Tim Finney desenvolve:
«It's a double pincer movement I think: most pop culture representations of adolescence are obsessed with the difference between essences and appearances, so in a funny way most pop culture representations of adolescence tell the story of gay adolescence at one level of remove.
At the same time, the specific content of those representations is not just something we didn't happen to experience, it's stuff we were structurally unable to experience (or, to get the emotional sense of it more accurately, it's stuff we were denied) even if we were in the right time and place for it.»
Alex Macpherson:
«totally agree: i'd say that the obsession is based on the tension between the absolute certainty adolescents have regarding appearances (ie what they "should" be, what is socially acceptable) and the total uncertainty they have over "essences" (ie who they really are - the process of adolescence is after all trying to find this out, and for gays this is magnified)»

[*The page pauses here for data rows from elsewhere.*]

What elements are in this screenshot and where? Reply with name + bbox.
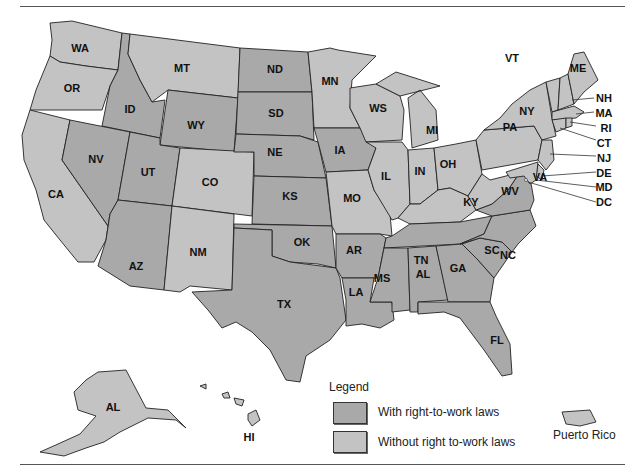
- state-label-DC: DC: [596, 196, 612, 208]
- state-label-NH: NH: [596, 92, 612, 104]
- state-HI[interactable]: [200, 384, 260, 426]
- bottom-rule: [20, 464, 625, 465]
- state-label-KY: KY: [463, 196, 479, 208]
- state-label-MA: MA: [595, 107, 612, 119]
- us-map: WAORCAIDNVMTWYUTAZCONMNDSDNEKSOKTXMNIAMO…: [0, 0, 629, 472]
- state-label-OK: OK: [294, 236, 311, 248]
- state-label-NM: NM: [189, 246, 206, 258]
- state-label-LA: LA: [349, 286, 364, 298]
- state-label-PA: PA: [503, 121, 518, 133]
- state-label-WY: WY: [187, 119, 205, 131]
- state-label-CT: CT: [597, 137, 612, 149]
- state-label-GA: GA: [450, 262, 467, 274]
- state-label-SD: SD: [268, 107, 283, 119]
- state-label-SC: SC: [484, 244, 499, 256]
- state-ME[interactable]: [568, 52, 598, 104]
- state-label-CA: CA: [48, 188, 64, 200]
- state-label-MD: MD: [595, 181, 612, 193]
- state-label-NV: NV: [88, 153, 104, 165]
- state-label-DE: DE: [596, 167, 611, 179]
- state-label-WA: WA: [71, 42, 89, 54]
- legend-swatch-with-rtw: [333, 402, 367, 424]
- legend-title: Legend: [329, 380, 369, 394]
- state-label-NE: NE: [267, 146, 282, 158]
- state-label-FL: FL: [490, 334, 504, 346]
- state-label-VA: VA: [533, 171, 548, 183]
- state-label-AK: AL: [106, 401, 121, 413]
- state-label-MI: MI: [426, 124, 438, 136]
- state-label-ND: ND: [267, 63, 283, 75]
- state-label-MT: MT: [174, 62, 190, 74]
- state-label-AR: AR: [346, 244, 362, 256]
- state-label-MS: MS: [374, 272, 391, 284]
- state-label-KS: KS: [282, 190, 297, 202]
- state-label-ME: ME: [570, 62, 587, 74]
- state-label-HI: HI: [244, 431, 255, 443]
- state-DC[interactable]: [525, 179, 528, 182]
- state-label-UT: UT: [141, 166, 156, 178]
- state-label-CO: CO: [202, 176, 219, 188]
- state-label-OR: OR: [64, 82, 81, 94]
- state-label-NJ: NJ: [597, 152, 611, 164]
- state-label-WV: WV: [501, 185, 519, 197]
- puerto-rico-shape[interactable]: [562, 410, 596, 426]
- state-label-NC: NC: [500, 249, 516, 261]
- state-label-MO: MO: [343, 192, 361, 204]
- state-label-IA: IA: [335, 144, 346, 156]
- state-label-IN: IN: [415, 165, 426, 177]
- state-label-MN: MN: [321, 75, 338, 87]
- state-label-TX: TX: [277, 298, 292, 310]
- legend-swatch-without-rtw: [333, 431, 367, 453]
- state-label-OH: OH: [440, 158, 457, 170]
- state-label-VT: VT: [505, 52, 519, 64]
- state-label-NY: NY: [519, 105, 535, 117]
- state-label-WS: WS: [369, 102, 387, 114]
- state-AK[interactable]: [40, 370, 186, 456]
- puerto-rico-label: Puerto Rico: [553, 428, 616, 442]
- state-label-IL: IL: [381, 170, 391, 182]
- state-label-RI: RI: [601, 122, 612, 134]
- state-label-TN: TN: [414, 254, 429, 266]
- state-label-AL: AL: [416, 268, 431, 280]
- legend-label-with-rtw: With right-to-work laws: [378, 405, 499, 419]
- state-RI[interactable]: [566, 118, 572, 128]
- state-label-AZ: AZ: [129, 260, 144, 272]
- state-label-ID: ID: [125, 103, 136, 115]
- legend-label-without-rtw: Without right to-work laws: [378, 435, 515, 449]
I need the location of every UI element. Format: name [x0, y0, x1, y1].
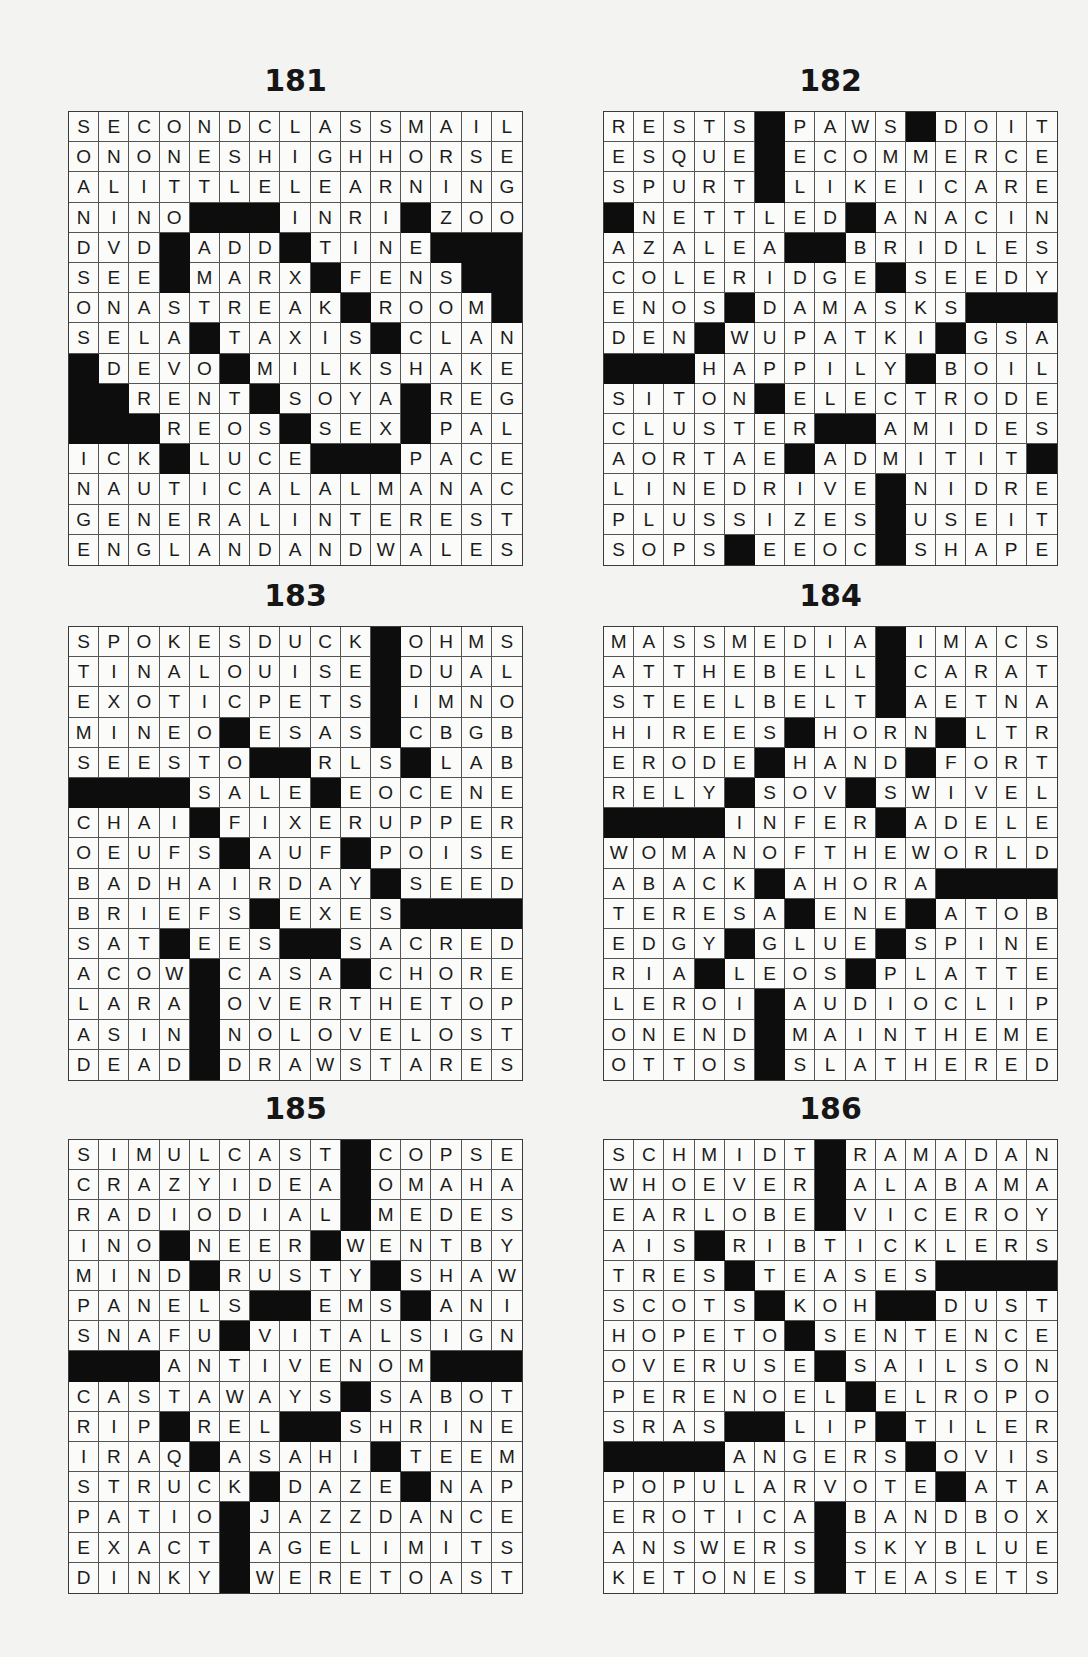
letter-cell: O — [462, 1382, 492, 1412]
letter-cell: L — [664, 778, 694, 808]
letter-cell: K — [341, 627, 371, 657]
letter-cell: I — [936, 778, 966, 808]
letter-cell: I — [906, 233, 936, 263]
letter-cell: X — [280, 808, 310, 838]
letter-cell: S — [755, 718, 785, 748]
letter-cell: A — [966, 172, 996, 202]
letter-cell: D — [129, 869, 159, 899]
letter-cell: F — [785, 838, 815, 868]
letter-cell: T — [1027, 112, 1057, 142]
letter-cell: S — [785, 1533, 815, 1563]
black-square — [936, 718, 966, 748]
letter-cell: T — [664, 657, 694, 687]
letter-cell: C — [695, 869, 725, 899]
letter-cell: N — [634, 1020, 664, 1050]
letter-cell: R — [604, 959, 634, 989]
letter-cell: N — [966, 1321, 996, 1351]
letter-cell: T — [311, 687, 341, 717]
letter-cell: L — [280, 474, 310, 504]
letter-cell: A — [401, 1382, 431, 1412]
letter-cell: F — [220, 808, 250, 838]
letter-cell: S — [997, 1291, 1027, 1321]
letter-cell: S — [906, 535, 936, 565]
letter-cell: H — [664, 1140, 694, 1170]
letter-cell: L — [966, 1412, 996, 1442]
letter-cell: O — [755, 1382, 785, 1412]
letter-cell: M — [250, 354, 280, 384]
letter-cell: N — [431, 1502, 461, 1532]
letter-cell: T — [220, 1351, 250, 1381]
letter-cell: L — [250, 778, 280, 808]
letter-cell: A — [906, 869, 936, 899]
letter-cell: A — [311, 1170, 341, 1200]
letter-cell: T — [220, 384, 250, 414]
letter-cell: R — [99, 1170, 129, 1200]
black-square — [280, 1412, 310, 1442]
black-square — [190, 959, 220, 989]
letter-cell: E — [966, 1231, 996, 1261]
letter-cell: C — [311, 627, 341, 657]
letter-cell: A — [936, 203, 966, 233]
letter-cell: T — [695, 112, 725, 142]
black-square — [341, 1170, 371, 1200]
letter-cell: V — [725, 1170, 755, 1200]
letter-cell: S — [604, 1412, 634, 1442]
letter-cell: N — [462, 778, 492, 808]
letter-cell: E — [604, 142, 634, 172]
black-square — [311, 778, 341, 808]
letter-cell: S — [695, 293, 725, 323]
letter-cell: E — [1027, 172, 1057, 202]
letter-cell: S — [846, 505, 876, 535]
letter-cell: L — [401, 1020, 431, 1050]
letter-cell: E — [966, 808, 996, 838]
letter-cell: B — [755, 1200, 785, 1230]
letter-cell: H — [401, 959, 431, 989]
black-square — [876, 1412, 906, 1442]
letter-cell: T — [906, 384, 936, 414]
black-square — [371, 1442, 401, 1472]
letter-cell: A — [401, 474, 431, 504]
letter-cell: E — [462, 869, 492, 899]
letter-cell: R — [341, 808, 371, 838]
letter-cell: D — [725, 1020, 755, 1050]
letter-cell: O — [160, 203, 190, 233]
letter-cell: D — [160, 1050, 190, 1080]
letter-cell: T — [966, 959, 996, 989]
letter-cell: A — [129, 808, 159, 838]
black-square — [725, 293, 755, 323]
letter-cell: E — [462, 1442, 492, 1472]
letter-cell: W — [604, 838, 634, 868]
letter-cell: N — [1027, 203, 1057, 233]
letter-cell: X — [371, 414, 401, 444]
letter-cell: R — [966, 838, 996, 868]
letter-cell: L — [664, 263, 694, 293]
letter-cell: O — [431, 959, 461, 989]
letter-cell: B — [431, 718, 461, 748]
letter-cell: A — [311, 112, 341, 142]
letter-cell: G — [785, 1442, 815, 1472]
letter-cell: T — [160, 474, 190, 504]
letter-cell: E — [462, 535, 492, 565]
letter-cell: O — [604, 1050, 634, 1080]
letter-cell: A — [725, 1442, 755, 1472]
letter-cell: C — [462, 444, 492, 474]
black-square — [462, 233, 492, 263]
letter-cell: N — [129, 203, 159, 233]
letter-cell: U — [160, 1472, 190, 1502]
black-square — [755, 142, 785, 172]
letter-cell: W — [220, 1382, 250, 1412]
letter-cell: C — [815, 142, 845, 172]
letter-cell: L — [604, 989, 634, 1019]
letter-cell: S — [876, 293, 906, 323]
letter-cell: E — [725, 748, 755, 778]
letter-cell: I — [815, 1412, 845, 1442]
letter-cell: A — [69, 172, 99, 202]
letter-cell: O — [695, 989, 725, 1019]
letter-cell: I — [431, 1533, 461, 1563]
letter-cell: T — [1027, 505, 1057, 535]
letter-cell: R — [250, 1050, 280, 1080]
letter-cell: S — [371, 748, 401, 778]
letter-cell: T — [129, 929, 159, 959]
letter-cell: H — [634, 1170, 664, 1200]
letter-cell: F — [160, 838, 190, 868]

Alfred Soto fala dos ecos da natureza histérica da adolescência intrincados na vida adulta:
«As I age and life gets duller, the memorable experiences are actually MORE melodramatic in context, so "Girlfriend," "Wake Up," and "Since U Been Gone" really do become the soundtrack to my life. Call it hyperrealism. (...) Thirtysomethings are pretty smug, generally, and so are the artists we tend to admire; thus, there's something to be said about teens striving for adulthood using the language and manners of eighteen-year-olds.»
--- O jornal australiano Herald Sun questiona Tom Findlay dos Groove Armada acerca de "Song 4 Mutya". Afinal Mutya Buena não sabe a letra de "Hot Thing" de Prince:
Herald Sun: The song says Prince's HOT THING is playing while she's driving and she knows every line. Does she?--- O novo single das manas-californianas-católicas Aly & A.J. é especialmente delicioso pelas pequenas inflexões melódicas da voz quando é afectada por um vocoder, pelas partes em que as vozes baixam o registo e aumentam a velocidade e pela parte em que cantam o titulo da canção de uma forma melodicamente decalcada dos "la-la-la-la-la-la-la-la-la" de "Spice Up Your Life" das Spice Girls.
Tom Findlay: Ah, no, that's definitely my lyric. I don't think she'd know what that's about.
Aly & AJ - Potential Break Up Song
--- O último tema do disco dos Dragonette é especialmente delicioso devido àqueles diálogos bollywoodescos depois cortados pela vocalista com um suspiroso "ah hah", num ar de diva que encarna perfeitamente, enquanto desfalece para o refrão.